I also have to decide what to read next, and there’s such a plethora of good things to read in my TBR pile I am not sure where to go next. I am torn right now between John Copenhaver’s The Savage Kind (which just won the Lammy for Best Mystery this weekend–go John go!), Curtis Ippolite’s Burying the Newspaper Man, Rob Osler’s The Devil’s Chewtoy, or another Carol Goodman. I’ve also been wanting to revisit some classics I’ve not reread in a while–anything by Mary Stewart, really; or du Maurier’s Rebecca or Shirley Jackson’s The Haunting of Hill House, or maybe one of the du Mauriers I’ve not already read before.

Taking the weekend off felt absolutely lovely, if I am going to be completely honest. I did do some minor chores around the Lost Apartment–laundry, dishes, etc.–but nothing major; the place is a bit of a mess this morning. I do have to run some errands later today–prescriptions, mostly, and I need to put air in a tire–and I am going to swing by Office Depot as well to get some file organizational items so I have place to put all these files that are piled up all over the place around my desk area.
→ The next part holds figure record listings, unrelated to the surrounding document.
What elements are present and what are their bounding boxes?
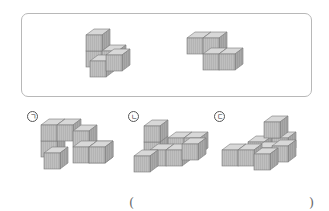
reference-piece-2 xyxy=(187,32,243,70)
option-a-shape xyxy=(41,119,113,169)
cube-scene xyxy=(0,0,329,211)
reference-piece-1 xyxy=(86,29,130,77)
option-a-label: ㄱ xyxy=(27,111,38,122)
option-b-label: ㄴ xyxy=(128,111,139,122)
option-b-shape xyxy=(134,120,208,172)
option-c-shape xyxy=(222,116,296,170)
answer-close-paren: ) xyxy=(309,195,314,210)
answer-open-paren: ( xyxy=(129,195,134,210)
option-c-label: ㄷ xyxy=(214,111,225,122)
answer-blank[interactable] xyxy=(140,195,305,211)
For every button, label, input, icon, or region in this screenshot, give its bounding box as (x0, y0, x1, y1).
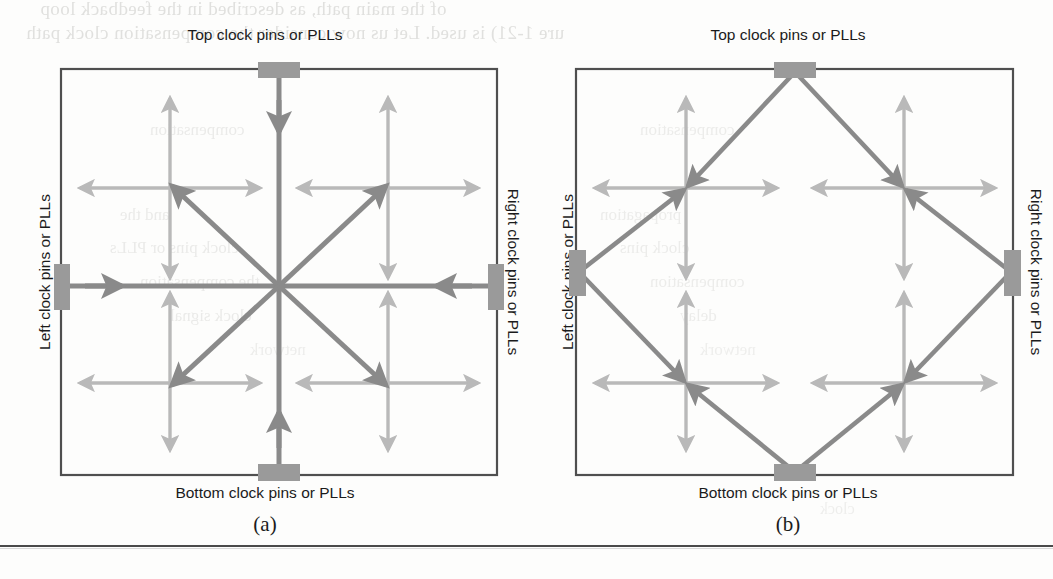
panel-a-top-pin-block (258, 62, 300, 78)
figure-panel-a: Top clock pins or PLLs Bottom clock pins… (0, 0, 530, 579)
figure-page: of the main path, as described in the fe… (0, 0, 1053, 579)
panel-a-left-pin-block (54, 264, 70, 310)
panel-a-right-pin-block (488, 264, 504, 310)
diagonal-arrow-down-right (279, 286, 386, 385)
panel-b-device-outline (576, 69, 1013, 475)
diamond-edge-top-to-topright (795, 72, 902, 186)
panel-b-caption: (b) (776, 512, 801, 537)
panel-b-diagram (523, 0, 1053, 579)
panel-b-right-pin-block (1004, 250, 1021, 296)
panel-b-top-pin-block (774, 62, 816, 78)
panel-b-bottom-pin-block (774, 464, 816, 481)
diagonal-arrow-down-left (172, 286, 279, 385)
panel-a-caption: (a) (253, 512, 276, 537)
diamond-edge-left-to-bottomleft (579, 272, 684, 381)
panel-a-bottom-pin-block (258, 464, 300, 481)
panel-a-trunk-network (63, 72, 495, 472)
diamond-edge-bottom-to-bottomleft (688, 385, 795, 472)
diagonal-arrow-up-left (172, 186, 279, 286)
diamond-edge-top-to-topleft (688, 72, 795, 186)
panel-a-diagram (0, 0, 530, 579)
diamond-edge-right-to-bottomright (906, 272, 1011, 381)
panel-b-branch-network (595, 98, 995, 450)
diamond-edge-right-to-topright (906, 190, 1011, 272)
figure-panel-b: Top clock pins or PLLs Bottom clock pins… (523, 0, 1053, 579)
diagonal-arrow-up-right (279, 186, 386, 286)
diamond-edge-bottom-to-bottomright (795, 385, 902, 472)
panel-b-left-pin-block (569, 250, 586, 296)
page-footer-rule (0, 545, 1053, 547)
diamond-edge-left-to-topleft (579, 190, 684, 272)
panel-b-diamond-network (579, 72, 1011, 472)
After I am done with the day’s data entry (always a happy chore for me) and am free for the evening, I will spend it doing some cleaning up/organizing around here. I had hoped to start going to the gym again today, but I suspect I am not going to wind up making it over there after all. I also need to start getting binders together for the new book projects; I think I will make one for the novellas as well as one for the other three books that are currently in progress (yes, I am a glutton for punishment) but I do find that the binders are helpful for also editing and making notes and so forth.

And of course as always I need to make a to-do list for the rest of the month.

Heavy heaving sigh.

But one thing that is true after this weekend is that I feel refreshed, rested and recharged. I don’t know how long that will actually last or not–it’s always a crap shoot, let’s be honest–but fingers crossed it lasts for a long enough time to make a serious dent in the weekend. We have a paid holiday coming up on Monday, which is lovely–three days weekends are always nice, and July 4th also falls on a Monday so that’s another lovely three day weekend coming up in a few weeks–and of course, later that week I am off to Fort Lauderdale. Woo-hoo? Woo-hoo!

Paul and I also booked our plane tickets for Bouchercon last week, so that’s a go for me as well. Woo-hoo!

And on that note I am heading into the spice mines. Have a lovely Monday, Constant Reader, and I will check in with you again tomorrow morning.